“Whatever they are, if they break on you, Vera Vassilievna, seek refuge in the forest over the Volga, where lives a bear who will serve you, as the fairytale tells.”
“I will remember,” returned Vera laughing. “If a sorcerer wants to carry me off, as in the fairy-tale, I will take refuge in the wood.”
Raisky saw Tushin’s glance of devotion and modest reserve, he heard his words, so quietly and modestly spoken, and thought the letter written on the blue paper could be from no one else. He looked at Vera to see if she were moved or would relapse into a stony silence, but she showed no sign. Vera appeared to him in a new light. In her manner and her words to Tushin he saw simplicity, trust, gentleness and affection such as she showed to no one else, not even to her aunt or to Marfinka.
“She is on her guard with her Grandmother,” he thought, “and takes no heed of Marfinka. But when she looks at Tushin, speaks to him, or gives her hand it is plain to see that they are friends.”
The Forester, who had business to do in the town, stayed for three days with Tatiana Markovna, and for three days Raisky sought for the key to this new character and to his place in Vera’s heart.
They called Ivan Ivanovich the “Forester,” because he lived on his estate in the midst of the forest. He loved the forest, growing new timber on the one hand and on the other allowing it to be cut down and loaded up on the Volga for sale. The several thousand dessiatins of surrounding forest were exceedingly well managed, and nothing was lacking; there was even a steam saw. He attended to everything himself, and in his spare time hunted and fished and amused himself with his bachelor neighbours. From time to time he sought a change of scene, and then arranged with his friends to drive in a three-horse carriage, drawn by fresh horses, forty versts away to the seat of a landed proprietor, where for three days the fun was fast enough. Then they returned, put up with Tushin, or waked the sleepy town. In these festivals all class distinctions were lost.
After this dissipation he would again remain lost to the world for three months in his forest home, see after the wood cutting, and go hunting with two servants, and occasionally have to lie up with a wounded arm. The life suited him. He read works on agriculture and forestry, took counsel with his German assistant, an experienced forester, who was nevertheless not allowed to be the master. All orders must come from Tushin himself, and were carried out by the help of two foremen and a gang of hired labourers. In his spare time he liked to read French novels, the only distraction that he permitted himself. There was nothing extraordinary in a retired life like this in the wide district in which he lived.
Raisky learnt that Tushin saw Vera at the pope’s house, that he went there expressly when he heard that Vera was a visitor. Vera herself told him so. She and Natalie Ivanovna, too, visited Tushin’s property, known as “Smoke,” because far away from the hills could be seen the smoke rising from the chimneys of the house in the depth of the forest.
Tushin lived with his spinster sister, Anna Ivanovna, to whom Tatiana Markovna was much attached. Tatiana Markovna was delighted when she came to town.

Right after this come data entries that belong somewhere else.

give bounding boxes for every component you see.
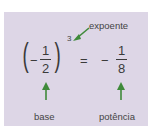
base-label: base: [34, 112, 55, 122]
base-arrow-icon: [42, 82, 50, 90]
power-label: potência: [99, 112, 135, 122]
power-arrow-icon: [117, 82, 125, 90]
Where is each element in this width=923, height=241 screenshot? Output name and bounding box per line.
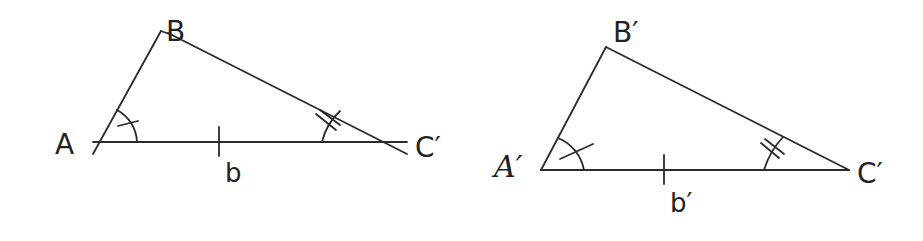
right-triangle	[541, 47, 849, 184]
angle-A'-tick	[560, 144, 593, 159]
side-B'C'	[606, 47, 849, 170]
vertex-label-B-prime: B′	[613, 19, 639, 47]
left-triangle	[93, 31, 407, 156]
side-A'B'	[541, 47, 606, 170]
side-label-b: b	[225, 160, 242, 186]
vertex-label-C: C′	[415, 134, 441, 162]
side-label-b-prime: b′	[670, 190, 692, 216]
side-BC	[168, 33, 407, 154]
vertex-label-A: A	[55, 131, 74, 159]
side-AB	[93, 31, 161, 154]
diagram-canvas	[0, 0, 923, 241]
angle-C'-tick-2	[765, 139, 784, 154]
angle-A-tick	[118, 121, 138, 126]
vertex-label-A-prime: A′	[494, 152, 522, 182]
vertex-label-C-prime: C′	[857, 160, 883, 188]
vertex-label-B: B	[166, 18, 185, 46]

There was no one with whom she liked more to drink coffee, no one to whom she gave her confidence in the same degree; they shared the same liking for household management, the same deep-rooted self-esteem and the same respect for family tradition.
Of Tushin himself there was little more to say than was revealed on a first occasion; his character lay bare to the daylight, with no secret, no romantic side. He possessed more than plain good sense, for his understanding did not derive from the brain alone, but from the heart and will. Men of his type, especially when they care nothing for the superfluous things of life, but keep their eyes fixed undeviatingly on the necessary, do not make themselves noticed in the crowd and rarely reach the front of the world’s stage.